In theory, water applied this way would move more quickly across the field and fill cracked clay more efficiently, thereby saving both time and water. After irrigation, the data collected showed promise for a smooth water application.
“The field gets really wet on the surface adjacent to the eight-row skip, and then you can walk across the middle with it being really dry,” Gholson said. “It was 100% saturated, about three inches down, and we got some sensor data to show how fast that moved collaterally across, and it filled up from the bottom and then left a little trough in the middle.
However, the crops harvested from those trials still had to pass the yield test.

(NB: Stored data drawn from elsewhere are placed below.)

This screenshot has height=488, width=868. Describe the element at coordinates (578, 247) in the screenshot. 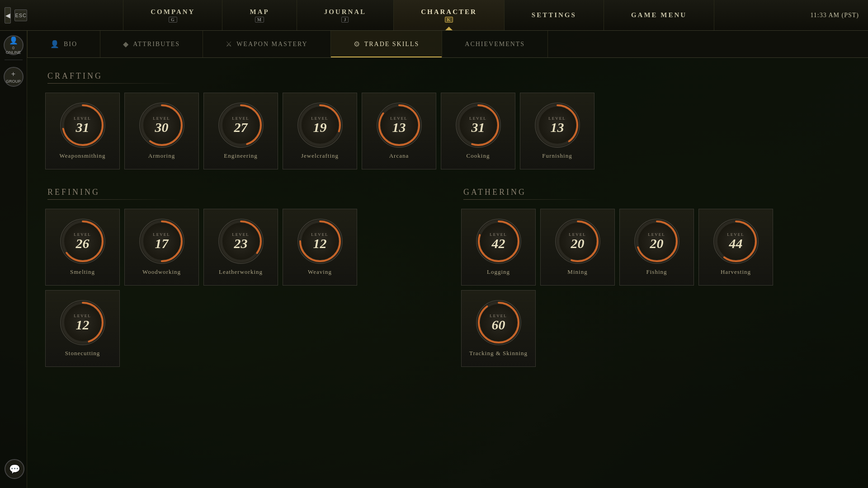

I see `skill-card-mining: LEVEL 20 Mining` at that location.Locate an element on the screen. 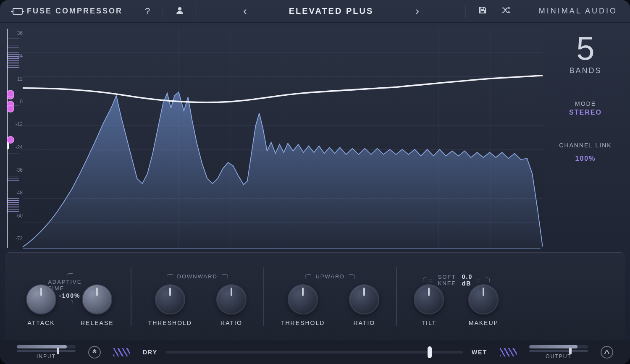 The height and width of the screenshot is (364, 630). bands-label: BANDS is located at coordinates (585, 71).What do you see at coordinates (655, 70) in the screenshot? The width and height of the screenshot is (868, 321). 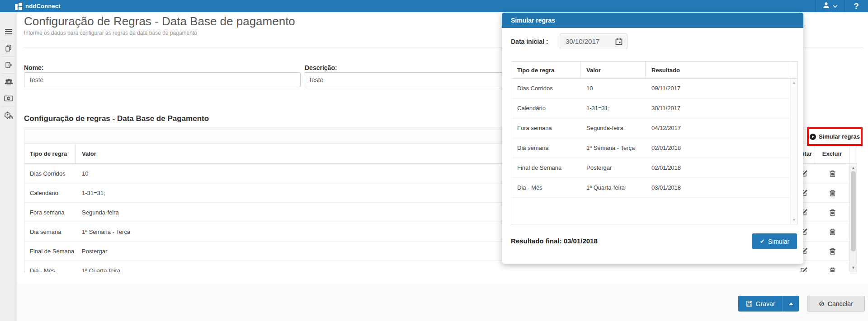 I see `simulation-table-header: Tipo de regra Valor Resultado` at bounding box center [655, 70].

If the irrigation applications cost yield rather than added it, there would be cause for concern.
“We saw no yield difference, which is what we're looking for,” Gholson said. “Then we broke it down a little bit further to look at the top side of the field and the bottom side of the field. We saw higher yield in the top side of the field compared to our every row, and in our 26.7, which is our eight-row skip, we saw higher grain yield.”
Other benefits
In addition to a higher grain yield in the top side - the longest under irrigation, researchers also saw some other small benefits to wider spread irrigation points.
“We saw higher protein content and kernel weights,” Gholson said. “The furthest we took this was at every two rows. So, the two rows that were the drop the furthest away from the water furrow had the highest protein and highest kernel weight.”
In thermal imaging to monitor the water advancement between the single row, every other row and four and eight row skips, water moved almost twice as fast across the field in the eight row skips versus every row irrigation.
“We know that in these heavy cracking clay fields, if it cracks open too wide, then we're irrigating sometimes twice as long as we felt like we should, or we normally would,” Gholson said. “This is another advantage that we were picking up on, that we could push that water twice as fast, but we're still getting that water moving across. Then we felt like maybe we can use less water.”
In 2024, researchers were able to test the wide row skip method at another level. Previous testing occurred in wet years, which was suited to the purpose of reducing waterlogging after irrigation events. The big questions about potential success in dry conditions and how wide would be too wide to separate the skips needed further testing.
So, how wide is the limit? About 40 feet.
“What we saw is the yield increased with higher inflows,” Gholson said. “We really needed that higher flow and that concentrated flow, and we did have yield decrease once we got to our furthest point from the irrigated furrow on as we moved further away, so we felt we hit the point of 40 feet being too long.”
Even in a dry year, researchers were encouraged by the continued success of wide row skips.
“I think we can irrigate faster and then we can put less water out,” Gholson said. “This was in a year where we didn't have subsequent rains. And so, it is encouraging. Even with drier weather conditions that we had in 2024, yield loss was not observed.”